Shortly after Jenna awoke, the coach stopped in some dust-ridden little town in the middle of a series of square, dry shrub fields, and a young boy at the front shouted out, “Breakfast time. Thirty minute!” and everyone began sleepily getting up and leaving the coach, including Alex and Jenna. Soon they were seated at a table in a far corner of the restaurant, drinking chai and gazing out across the barren fields that baked under the harsh Indian sun.
“You sure we can’t eat at this place?” Jenna asked.
“No. If you want something, buy some chips for the coach, but other than chai, I wouldn’t suggest it. Someone who hasn’t quite gotten used to things here doesn’t want to risk eating somewhere like this.”
“Okay,” she replied, blowing on her chai.
A few hours later they arrived in Varanasi. It was noon by then and they immediately took an auto rickshaw from the bus station toward the main ghat, close to the river and the oldest of the ancient buildings. There, Alex explained, they would stay in the heart of the eclectic, spiritual city.

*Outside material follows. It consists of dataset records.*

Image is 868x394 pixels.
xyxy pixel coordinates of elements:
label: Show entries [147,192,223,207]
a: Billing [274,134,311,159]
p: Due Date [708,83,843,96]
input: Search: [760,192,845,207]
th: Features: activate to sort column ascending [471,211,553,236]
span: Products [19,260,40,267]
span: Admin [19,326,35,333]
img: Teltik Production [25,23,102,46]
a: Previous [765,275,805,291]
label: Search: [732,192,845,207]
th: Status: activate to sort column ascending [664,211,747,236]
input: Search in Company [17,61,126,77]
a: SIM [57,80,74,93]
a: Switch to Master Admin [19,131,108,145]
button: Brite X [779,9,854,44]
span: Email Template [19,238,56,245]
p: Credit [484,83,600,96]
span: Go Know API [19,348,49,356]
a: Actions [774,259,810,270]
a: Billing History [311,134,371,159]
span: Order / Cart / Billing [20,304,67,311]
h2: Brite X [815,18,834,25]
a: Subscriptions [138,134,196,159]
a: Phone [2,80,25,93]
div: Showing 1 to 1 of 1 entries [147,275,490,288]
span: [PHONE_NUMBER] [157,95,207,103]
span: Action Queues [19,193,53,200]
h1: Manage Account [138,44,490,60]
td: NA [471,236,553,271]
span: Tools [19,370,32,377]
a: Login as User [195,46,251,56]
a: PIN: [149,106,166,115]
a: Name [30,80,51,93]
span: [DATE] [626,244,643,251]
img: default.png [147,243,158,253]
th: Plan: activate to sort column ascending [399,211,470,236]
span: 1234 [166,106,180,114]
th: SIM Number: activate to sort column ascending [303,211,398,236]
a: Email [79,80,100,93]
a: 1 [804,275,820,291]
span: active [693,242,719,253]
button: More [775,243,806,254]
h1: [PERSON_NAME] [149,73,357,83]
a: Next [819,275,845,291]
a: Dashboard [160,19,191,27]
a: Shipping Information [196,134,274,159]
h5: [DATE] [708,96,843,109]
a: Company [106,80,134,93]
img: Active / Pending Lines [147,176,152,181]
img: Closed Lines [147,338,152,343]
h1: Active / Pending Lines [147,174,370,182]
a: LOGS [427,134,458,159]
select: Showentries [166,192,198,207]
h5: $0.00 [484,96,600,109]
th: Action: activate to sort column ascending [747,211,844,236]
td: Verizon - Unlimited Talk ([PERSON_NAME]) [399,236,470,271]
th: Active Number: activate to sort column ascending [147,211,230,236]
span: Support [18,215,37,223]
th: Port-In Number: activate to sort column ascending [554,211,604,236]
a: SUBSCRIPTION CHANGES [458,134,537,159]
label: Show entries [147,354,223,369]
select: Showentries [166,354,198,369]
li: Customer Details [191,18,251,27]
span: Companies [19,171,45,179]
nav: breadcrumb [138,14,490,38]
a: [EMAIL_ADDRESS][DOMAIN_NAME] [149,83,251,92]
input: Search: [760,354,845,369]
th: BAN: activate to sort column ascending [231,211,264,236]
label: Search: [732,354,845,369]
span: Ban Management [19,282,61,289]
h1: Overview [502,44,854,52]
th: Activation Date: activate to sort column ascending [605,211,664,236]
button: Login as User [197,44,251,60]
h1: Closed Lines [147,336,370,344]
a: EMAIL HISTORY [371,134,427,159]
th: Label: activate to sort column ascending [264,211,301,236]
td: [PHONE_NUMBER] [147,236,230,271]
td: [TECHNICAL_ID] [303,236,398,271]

It took the auto almost an hour to get them through the tightly packed streets and to the market on the outskirts of the buildings built upon the bank. The whole place thronged with bodies, spilling out onto the roads from the sidewalk and mixed with the congested traffic. Once they paid the auto, they took their bags and began pressing on through the tigh
t streets into even tighter and narrower alleyways that weaved through the ancient city like cracks in a clay pot. As she walked along, people came to Jenna offering everything from a room to musical instruments and potions to marijuana. Alex had taught her well, though, and she had become very good in the four days they’d been together in brushing people away firmly, while retaining a level of politeness.
The further they dived into the chaos that was Varanasi’s cramped, labyrinthian nooks and alleyways, the more spiritual the people got—men in robes of white and orange, marks upon their foreheads, caked-on paint, a red thumbprint or several white lines, sometimes two, often three. They came upon a tight street of beggars and weaved their way through, hands thrust in their direction; women with waif babies pressed to their chests; cripples scraping along the floor with small metal trays held in their mouths, their feeble legs bound by rags that had grown black from being constantly dragged along; the elderly in the worst conditions.
“Watch out for the cow shit,” Alex advised her, pointing out a large pile she was about to tread in.
A little way on, they came across a large cow that had planted itself in the middle of the alley and blocked the passage completely. People helped each other over and around it, shopkeepers tried to move it and people riding motorbikes blew their horns at the great beast.
Once they were around it, Alex led them down another alley, and it was there that they emerged onto a set of giant stone steps that led down to the wide Ganges river, a haze of blue smoke hanging over the whole thing like some kind of spirit, wafting from the little boats that continually crossed it.
Jenna stopped and gazed at it all in awe, getting her camera out of her bag. Alex stopped a step or two below her and smiled. It had been the same for him many years ago when he had first emerged out onto the great, ancient steps of the city and saw the huge river, a sandy stretch of land on the other side of it. He too had immediately pulled out his camera and begun snapping away.
After she’d taken several pictures, Alex led Jenna along the steps for a while, before they went back up into the city and found the guesthouse he was looking for.